Saturday Night

Saturday Night

4 outta 5

Saturday Night is an entertaining bit of mythmaking about the first time that NBC’s comedy institution Saturday Night Live went on the air (before it added Live to the title). It is a bit of an obscure topic for an entire movie, even though the show remains popular to this day, and it does get a little self-important about how “groundbreaking” it views the series. Also, the references to that original cast only play well depending on if the viewer knows the history, and this probably isn’t entirely factually accurate either. But it feels mostly true enough to be engrossing (about the best you can say for the recent history genre) and it has a nicely chaotic vibe, as the film follows the frantic countdown to the show going live for the first time as just about everything that can go wrong, does. Repeatedly and often.

In 1975, producer Lorne Michaels (Gabriel LaBelle) is starting a new live TV sketch show on Saturday nights on NBC. He has one NBC Page (Finn Wolfhard) outside trying to give away free tickets and isn’t doing that well. Inside he has a bunch of new young comedic actors like Chevy Chase (Cory Michael Smith), John Belushi (Matt Wood), Garrett Morris (Lamorne Morris), Dan Aykroyd (Dylan O’Brien), Gilda Radner (Ella Hunt) and more. There’s even a Muppet maker, Jim Henson (Nicholas Braun) and a comedian, Andy Kaufman (Braun, again). The host for the first show is George Carlin (Matthew Rhys) who can’t really fathom the whole thing. Lorne is trying to keep it all together with an agitated producer, Dick Ebersol (Cooper Hoffman), a snarky writer, Michael O’Donoghue (Tommy Dewey), conceited standby host Milton Berle (J. K. Simmons) and an NBC executive, David (Willem Dafoe) who is waiting in the wings to potentially pull the plug on the first episode and air a rerun of the Johnny Carson show.
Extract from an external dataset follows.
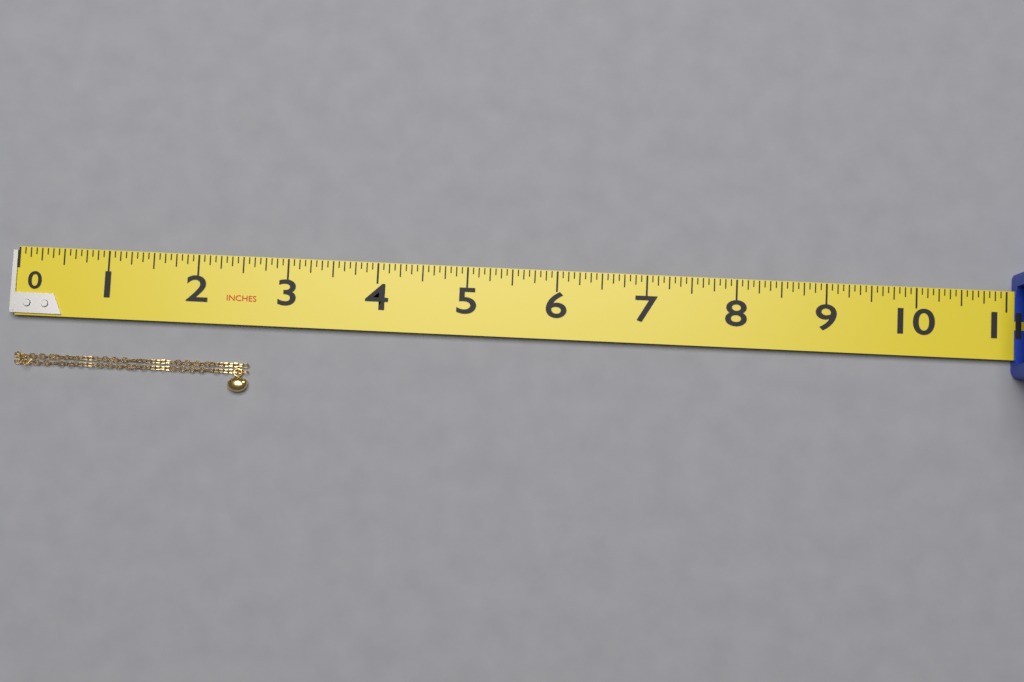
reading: 2.6250 in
The movie opens with a quote from Lorne Michaels saying that the show doesn’t go on because it is ready, the show goes on because it is 11:30. Amusing and very apt for what this flick is, which is basically just a crazy race to get the first show off the ground. Some moments feel a bit trying too hard to make SNL seem more important than it is, a lot of words about “counterculture” and near the end when Lorne makes an impassioned plea about what the show is. The stories are probably not entirely accurate, Lorne at his lowest point 30 minutes before airing the first show probably didn’t get splattered with fake blood, wander off into a bar, and found a new writer for his comedy show. But it adds to the intensity of the countdown to air, which gives the movie a pulse.
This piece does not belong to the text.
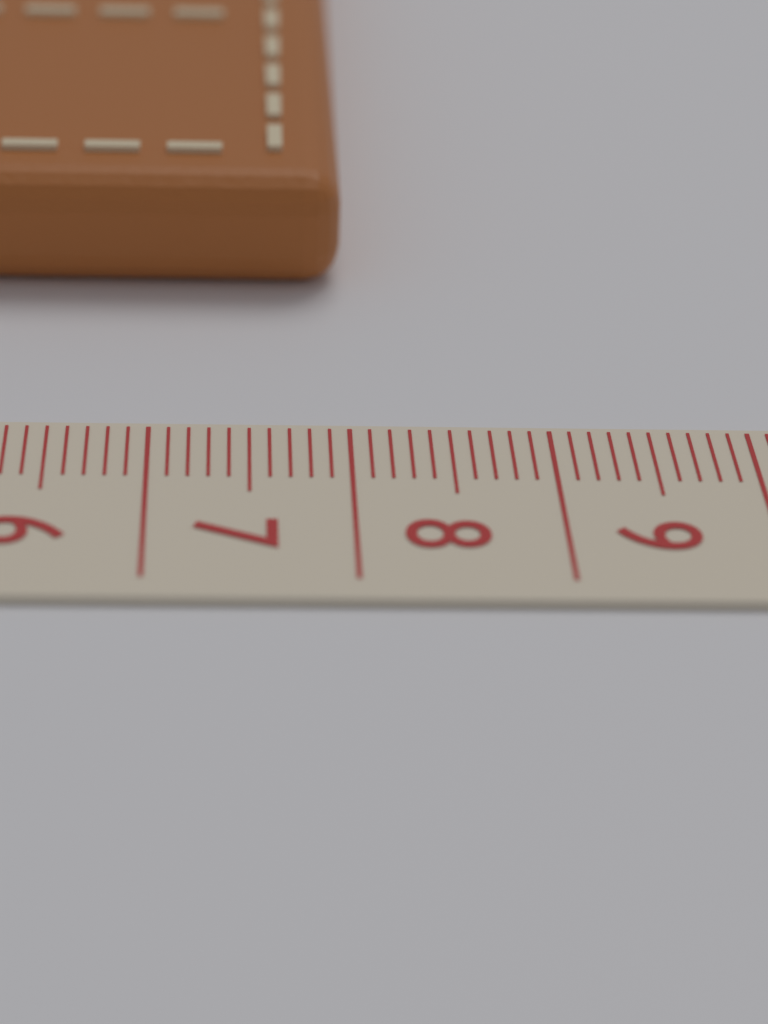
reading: 8.0 cm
It is compelling to see them try to get all the pieces together. Like Lorne has an entire rundown of what is supposed to be a 90 minute show and the dress rehearsal took three hours. There’s crazy notions of two different musical guests and comics competing for four minutes of airtime, with Lorne saying they have to cut it down to two minutes. When the comic says the setup would take two minutes, Lorne lets him go. There is a corkboard with note cards about each sketch that looks way too big and in a moment of frustration Lorne tears it down.

The casting and makeup for the film is spot on as almost everyone looks very close to the way the cast looked in 1975. LaBelle as Michaels is great, he looks just constantly haggard yet hopeful about getting this show off the ground. He makes short-sighted decisions to prove a point, like when he says he didn’t tape the dress rehearsal, so it had to be the live show or nothing. Cory Michael Smith as Chevy looks amazingly close to how Chevy looked in the 1970s and he is a great jokester yet also be petty instantly. There’s about three different characters who make surprisingly accurate predictions about the rise and fall of Chevy’s career. Even the exec played by Dafoe says Chevy could have a future as a talk show host, a direct reference to the short-lived talk show Chevy hosted. As for Dafoe, his know-it-all exec is ready to pull the show, and it is revealed by Lorne’s producer that the whole show is just a way for the network to stick it to Johnny Carson that they don’t need to run a rerun of his show on Saturday nights. Wood channels Belushi’s manic on stage and mopey in private persona really well, in fact everyone is doing a spot on impression. Lamorne Morris as Garrett Morris is a rounded professional and he feels let down by doing bit parts on the show. Wolfhard is in the movie briefly but he is pretty funny as a NBC Page who can’t get anyone to get tickets but then at the end he has somehow filled the studio with happy audience members.

Co-written and directed by Jason Reitman, Saturday Night has a sense of authenticity. The end credits are a fun version of the opening SNL credits, and it ends on a perfect note. Even though it was on the verge of falling apart, when they all work together and it’s live from New York, the feeling is euphoric.